The CSTR (Continuously Stirred Tank Reactor) is a simplified reactor model in which the reactor content is assumed single phase and well mixed. It has one inlet and one outlet. Before running the CSTR, it needs to know about reactions. A reaction package must therefore be assigned to the CSTR reactor.

From the assigned reaction package, you can specify equilibrium reactions as well as kinetic reactions. Kinetic reactions have a reaction rate that is specified either as homogeneous (mol/s/m3) or heterogeneous (mol/s/kg catalyst).

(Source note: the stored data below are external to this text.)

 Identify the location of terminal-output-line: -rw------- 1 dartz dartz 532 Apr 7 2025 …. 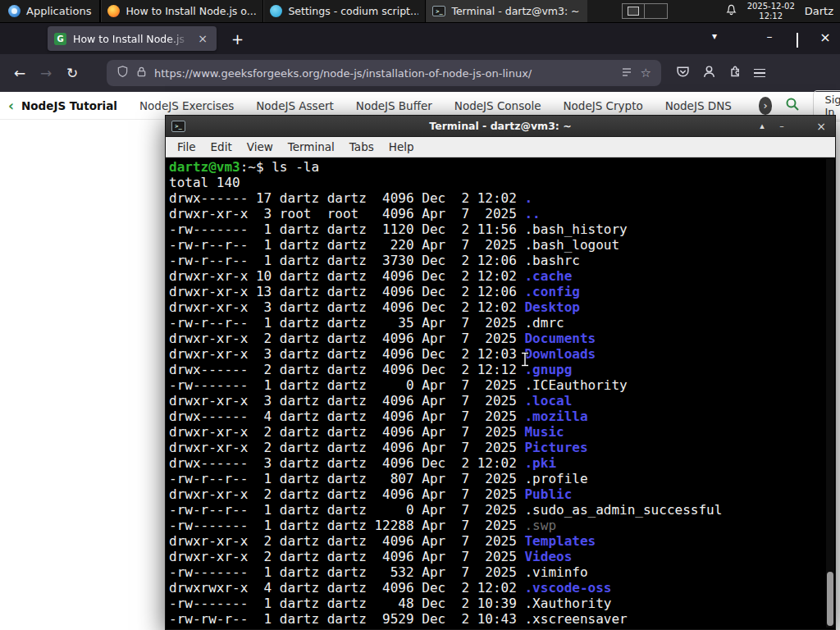
(502, 573).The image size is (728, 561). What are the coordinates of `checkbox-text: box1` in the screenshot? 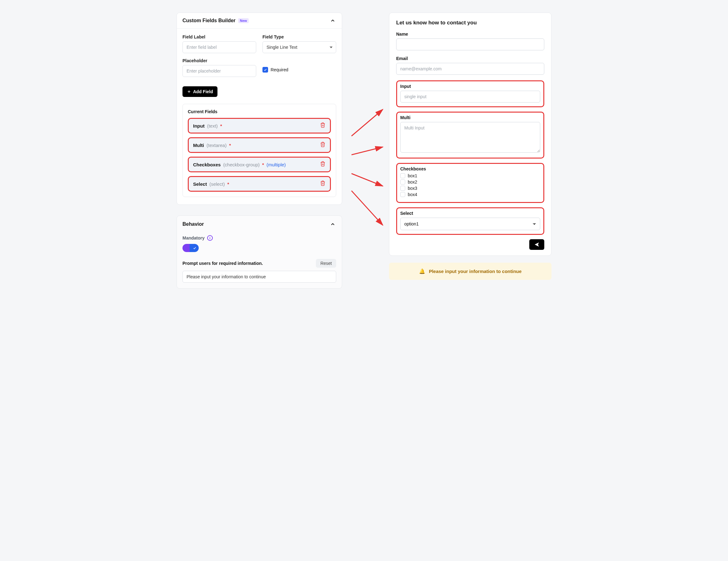 It's located at (412, 175).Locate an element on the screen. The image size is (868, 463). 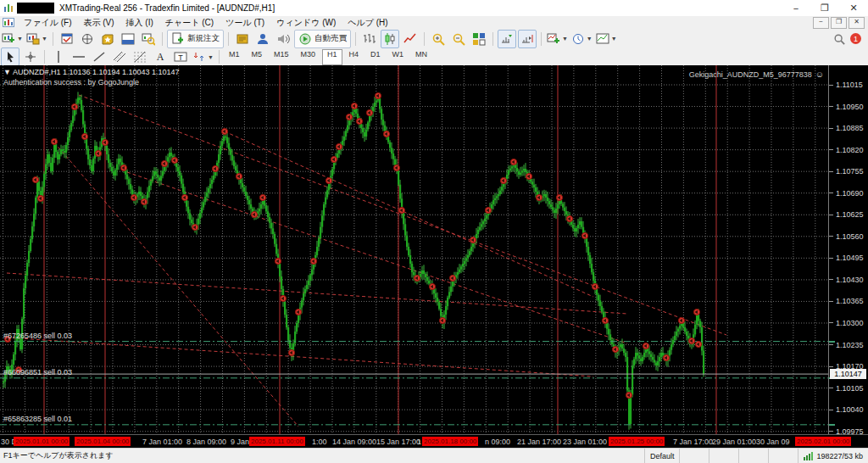
timeframe-m1-button: M1 is located at coordinates (234, 58).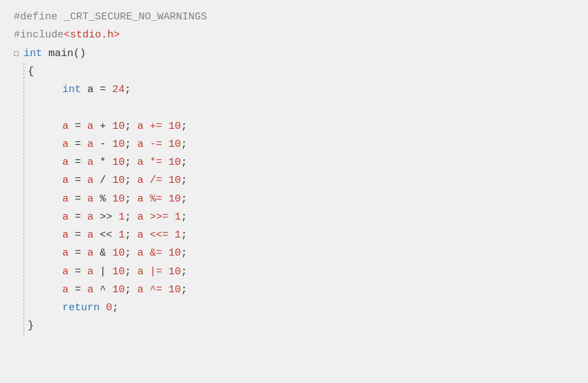 This screenshot has height=383, width=588. Describe the element at coordinates (301, 90) in the screenshot. I see `code-line-decl: int a = 24;` at that location.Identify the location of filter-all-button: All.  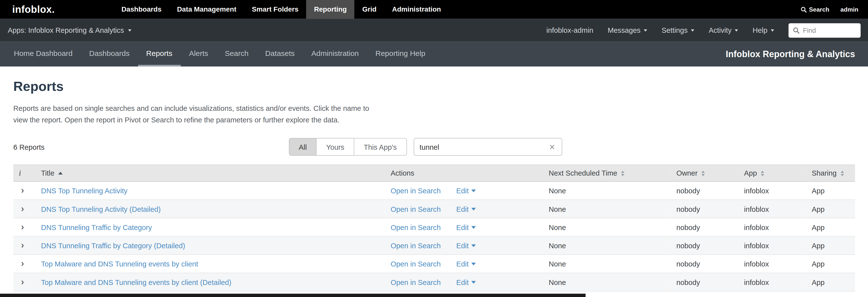
(303, 147).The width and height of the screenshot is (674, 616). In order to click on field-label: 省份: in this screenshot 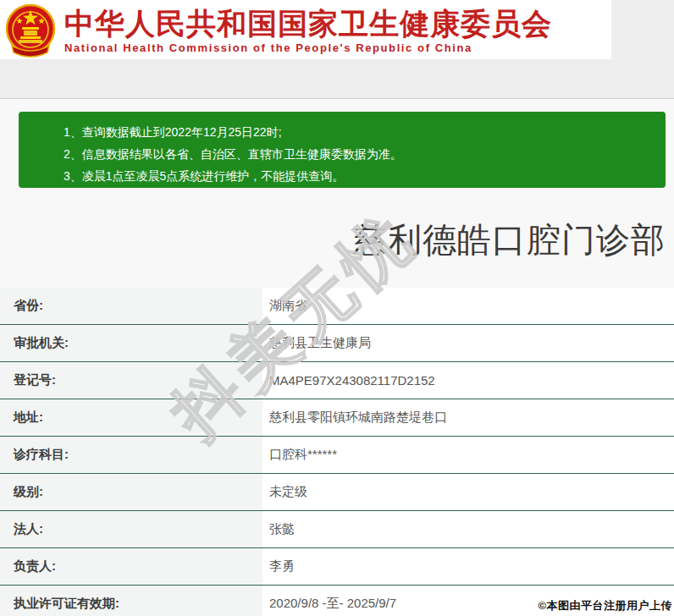, I will do `click(131, 306)`. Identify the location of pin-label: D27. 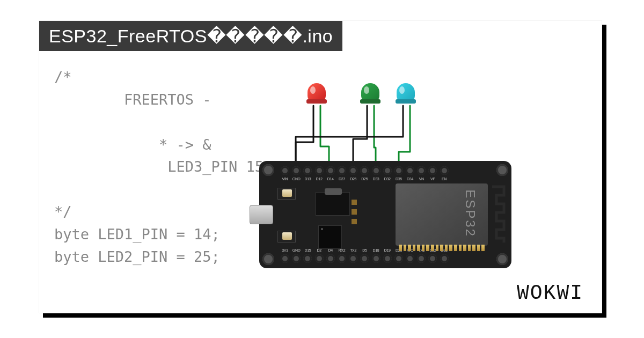
(342, 179).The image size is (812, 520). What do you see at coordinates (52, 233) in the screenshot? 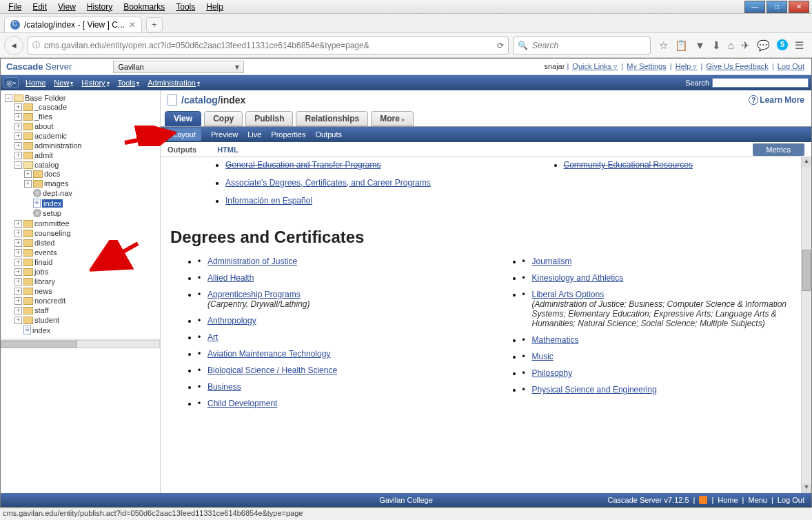
I see `tree-folder: counseling` at bounding box center [52, 233].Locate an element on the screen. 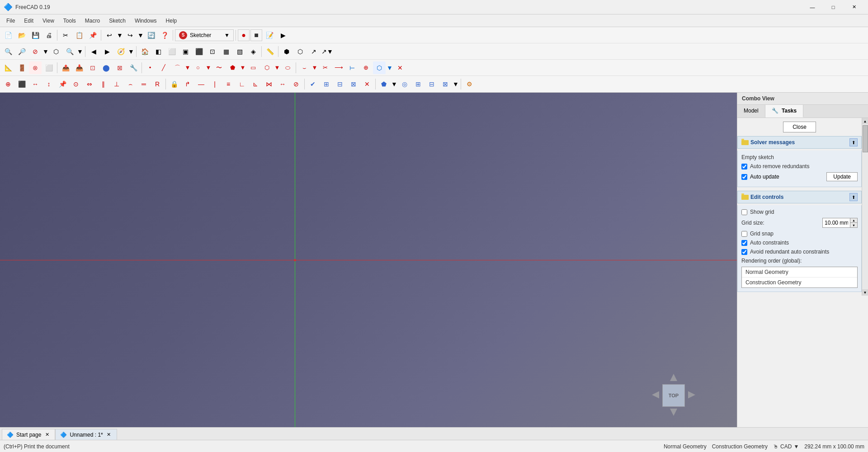  draw-style-button: ⊘ is located at coordinates (35, 52).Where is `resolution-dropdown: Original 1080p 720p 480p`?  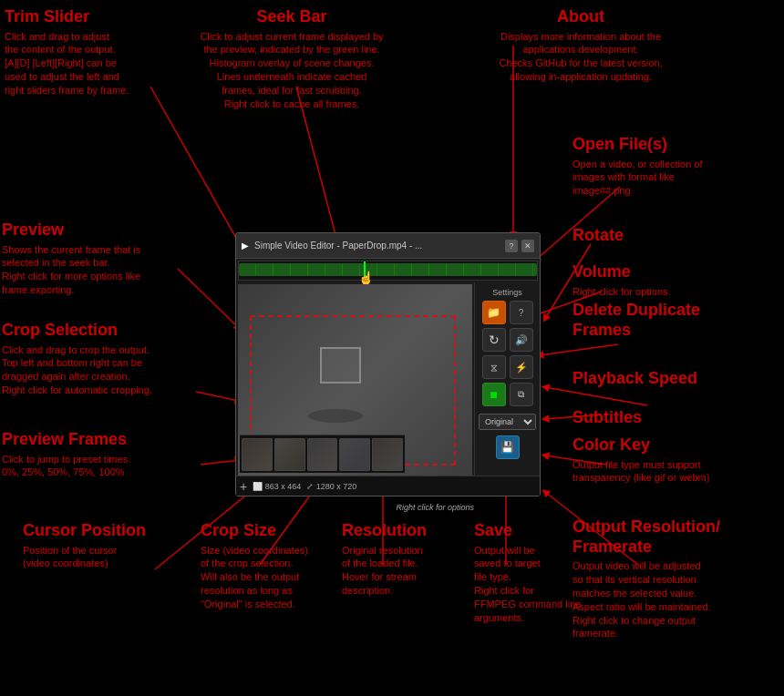 resolution-dropdown: Original 1080p 720p 480p is located at coordinates (507, 422).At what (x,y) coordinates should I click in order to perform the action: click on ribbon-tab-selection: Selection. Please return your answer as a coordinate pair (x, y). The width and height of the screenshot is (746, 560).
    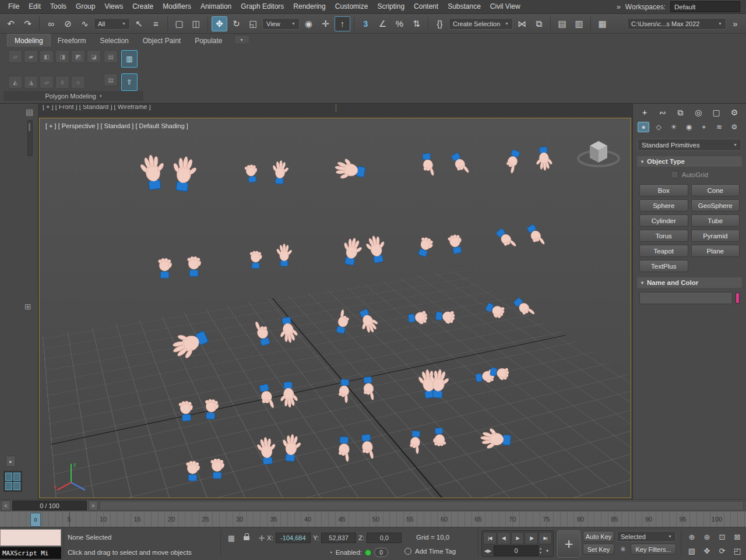
    Looking at the image, I should click on (114, 41).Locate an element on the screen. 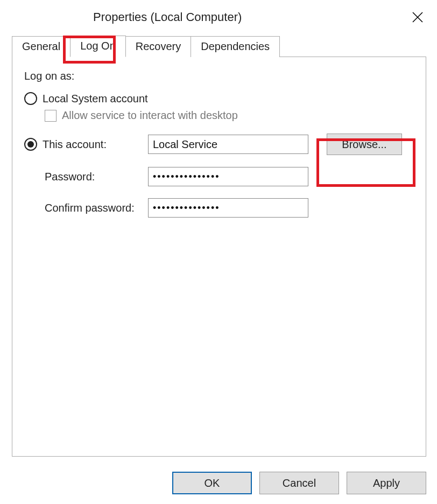 This screenshot has height=504, width=437. tab-log-on: Log On is located at coordinates (98, 46).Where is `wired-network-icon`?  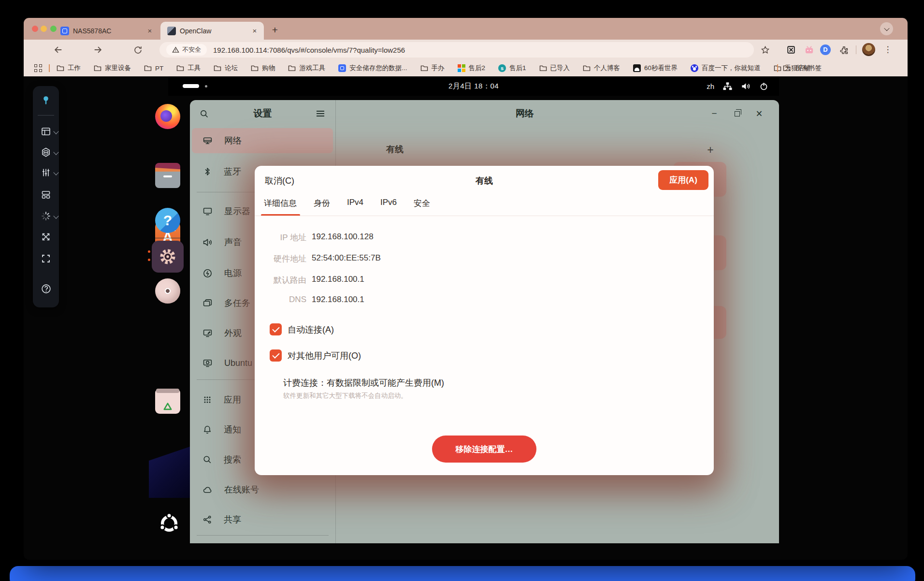
wired-network-icon is located at coordinates (728, 86).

The CSTR is implemented a single phase reactor. The reactor phase must be specified. Only reactions that take place in the specified phase can be selected. If you want to calculate the reactions in combination with the phase equilibrium and you have only equilibrium reactions, you can use the Equilibrium Reactor. For single-phase equilibrium systems in which the equilibrium constants are not known in advance, you can use the Gibbs minimization reactor.

If homogeneous kinetic reactions are selected, the reactor volume needs to be specified.

If heterogeneous kinetic reactions are selected, either the catalyst mass needs to be specified, or the catalyst density and volume must be specified. The catalyst mass is then calculated as the product of catalyst density and catalyst volume.

If both homogeneous and heterogeneous reactions are selected, the reactor volume needs to be specified. Also, two out of three must be specified for catalyst volume, catalyst density and catalyst mass (the third one will be calculated from the relation catalyst mass = catalyst density times catalyst volume). The catalyst volume will be subtracted from the reactor volume to obtain the effective reaction volume.

There is no specification for catalyst porosity; if the reactive phase exists inside the catalyst pores, catalyst density or volume must be specified to reflect this.

Energy balance

The CSTR can be modeled either as an isothermal process, or as process with external heating or cooling. In the first case, outlet temperature is specified. In case of specified heat duty, the reactor temperature is calculated from the energy balance:

where H denotes the mixture enthalpy, Q the specified heat duty, rj the reaction extents and (-ΔHR,j) the heat of reaction for the j-th reaction (see enthalpy balance details below for heat of reaction).

For the enthalpy balance, three options are available: use enthalpyF, use enthalpy and heat of reaction, or use enthalpy and do not use heat of reaction. See reaction enthalpy for details.

The heat duty can be specified directly or via an energy inlet stream. If heat duty is not specified via an energy inlet stream, an energy outlet stream can be connected that will receive the heat duty for the reactor.

After the reactor is solved, the outlet will be flashed at specified pressure (after pressure drop) and at the specified (in case of isothermal) or calculated temperature. If the phase equilibrium is such that phases appear that are not the specified reaction phase, warnings are generated. In this case, the specified heat duty will not be met, as the reactor was solved for enthalpy of a single phase. The enthalpy change resulting from the flash will cause the enthalpy not to be balanced.

Other options

Pressure drop can be specified. The reaction takes place at the pressure after taking into account the pressure drop.

The CSTR is solved iteratively. Convergence tolerance and maximum number of iterations can be specified.

Report

The last run report will show the extent of the reactions as they have taken place, the equilibrium constants and reaction rates as calculated at reaction conditions, the basis for which the equilibrium constants hold, and the heat balance details.